17 Sep Letter from Philip Thatcher
Dear Friends,
It has been over a month since the closing evening of the Encircling Light – Expectant Silence Conference in Whitehorse. When the flux of late cancellations and registrations had come to rest, there were 181 participants who came together for one of the most remarkable events in the life of the Anthroposophical Society in Canada. Those of us on the Planning Group are grateful that the mosaic of possibilities we wanted to make available for that week came to fruition. Reflections from those who took part in the Conference will continue to appear on our E-news, in Glimpses, and elsewhere over the next while. For my part, I want to note here two events that touched into our week in Whitehorse.
Owen Lange, a member from Vancouver Island, crossed the threshold on August 4th, while the Conference was in progress. Both Owen and his wife, Marilyn, had registered for this event and then had to cancel due to Owen’s illness. Those at the Conference who had known Owen on this side of the threshold were very much aware of his presence, as if he had resolved to take part in the week, one way or another. As we shared word of his passing with other participants and then spoke of Owen and Marilyn and their family in the context of the Friday evening artistic offerings, the Conference as a whole embraced the life of our friend and colleague in the work of spiritual science.
A second phenomenon was the smoke that lay over Whitehorse from a fire in the surrounding area. Whitehorse itself was not threatened, yet we witnessed the clear, blue sky that greeted many of us upon arrival darken as the Conference began. Those of us who went to Teslin on the Wednesday excursion found ourselves closer to the source of the fire, in the vicinity of Teslin Lake and the Teslin River. In the evening we stood at the shore of the lake, near the Tlingit Heritage Centre, and observed how the fire affected the colouring of the landscape; the underside of the aspen leaves turned an eerie green and a red sun burned a hole through the layer of smoke-laden cloud.
In Canada, we think of water, air and light, and earth as being the predominant elements. Yet hibernating in the earth during the long winter months, the fire element waits its time until it is ignited, one way or another, during the heat and storms of the summer. Once again, fires raged this summer in the south of British Columbia, threatening communities such as Kelowna. Before coming to the Conference, Ron and Monika Ficke of West Kelowna had to leave their home until the fire that threatened it was contained.
The presence of fire at the edge of our Conference and Owen’s death at its heart reminded us that we were truly engaged in a week that encompassed a range of human experience, outwardly and inwardly. It may also have given some of us an opportunity to practice the fourth basic exercise given by Rudolf Steiner. In order to find that which is truly positive in any event or experience, we need to penetrate with our thinking and even more, our feeling, to the far side of the emotional and spiritual reality before us*, and discover another way of seeing what has brought it about and what we can become because of it.
On our way to Fort St. John after the Conference, Marjorie and I stayed a night at the Dawson Peaks Resort, just south of Teslin. David Hett, the owner, remarked that a Tlingit elder had welcomed the fire as an agent for cleansing and renewing the land, so long as it stayed on the far side of the lake and river and did not impinge on human lives more than what was needed. For us at the Conference, the fire brought a nuance, or edge, that journeyed with us throughout the week—perhaps an unexpected gift from those beings who had carried this event so lovingly throughout the planning and living of it.
With good thoughts toward Michaelmas,
Philip Thatcher
General Secretary
* From an image found in The Psychology of Leadership, a lecture given by Franz E. Winkler at the Myrin Institute on February 6,1957
diamond jim
Posted at 21:30h, 25 OctoberI think – in a sense – we brought the fire with us.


> _What you are asked to do_:
Work through the entries that follow and state how many lines contain the word "Shape". Only the number is wanted.
### Data records ###
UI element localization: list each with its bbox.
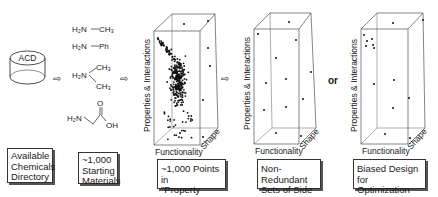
svg-text:H₂N: H₂N <box>72 71 87 80</box>
structure-dimethylamine: H₂N CH₃ CH₃ <box>72 63 111 91</box>
svg-text:CH₃: CH₃ <box>99 25 114 34</box>
caption-available-chemicals: Available Chemicals Directory <box>7 148 53 183</box>
cylinder-label: ACD <box>19 53 37 63</box>
biased-design-cube <box>361 13 425 144</box>
caption-biased-design: Biased Design for Optimization <box>353 159 426 189</box>
structure-aniline: H₂N Ph <box>72 42 109 51</box>
arrow-icon: ⇨ <box>120 73 128 84</box>
diagram-canvas: ACD ⇨ ⇨ ⇨ or H₂N CH₃ H₂N Ph H₂N CH₃ CH₃ … <box>0 0 438 197</box>
y-axis-label: Properties & Interactions <box>242 37 252 130</box>
svg-text:CH₃: CH₃ <box>96 82 111 91</box>
x-axis-label: Functionality <box>155 147 203 157</box>
structure-glycine: H₂N O OH <box>67 99 118 130</box>
x-axis-label: Functionality <box>362 146 410 156</box>
z-axis-label: Shape <box>405 126 429 151</box>
z-axis-label: Shape <box>198 126 222 151</box>
non-redundant-cube <box>254 13 316 144</box>
svg-text:O: O <box>97 99 103 108</box>
y-axis-label: Properties & Interactions <box>349 39 359 132</box>
caption-non-redundant: Non-Redundant Sets of Side chains <box>257 159 321 189</box>
scatter-points-dense <box>157 20 211 140</box>
svg-text:Ph: Ph <box>99 42 109 51</box>
structure-methylamine: H₂N CH₃ <box>72 25 114 34</box>
svg-text:OH: OH <box>106 121 118 130</box>
caption-starting-materials: ~1,000 Starting Materials <box>78 152 118 184</box>
scatter-points-biased <box>363 19 424 139</box>
svg-text:H₂N: H₂N <box>72 25 87 34</box>
svg-text:H₂N: H₂N <box>67 114 82 123</box>
z-axis-label: Shape <box>297 126 321 151</box>
caption-property-space: ~1,000 Points in "Property Space" <box>157 159 226 189</box>
arrow-icon: ⇨ <box>221 73 229 84</box>
or-label: or <box>328 75 338 86</box>
x-axis-label: Functionality <box>255 146 303 156</box>
svg-text:CH₃: CH₃ <box>96 63 111 72</box>
svg-text:H₂N: H₂N <box>72 42 87 51</box>
y-axis-label: Properties & Interactions <box>142 39 152 132</box>
scatter-points-sparse <box>257 21 312 137</box>
arrow-icon: ⇨ <box>53 73 61 84</box>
###
> _Result of this exercise_:
3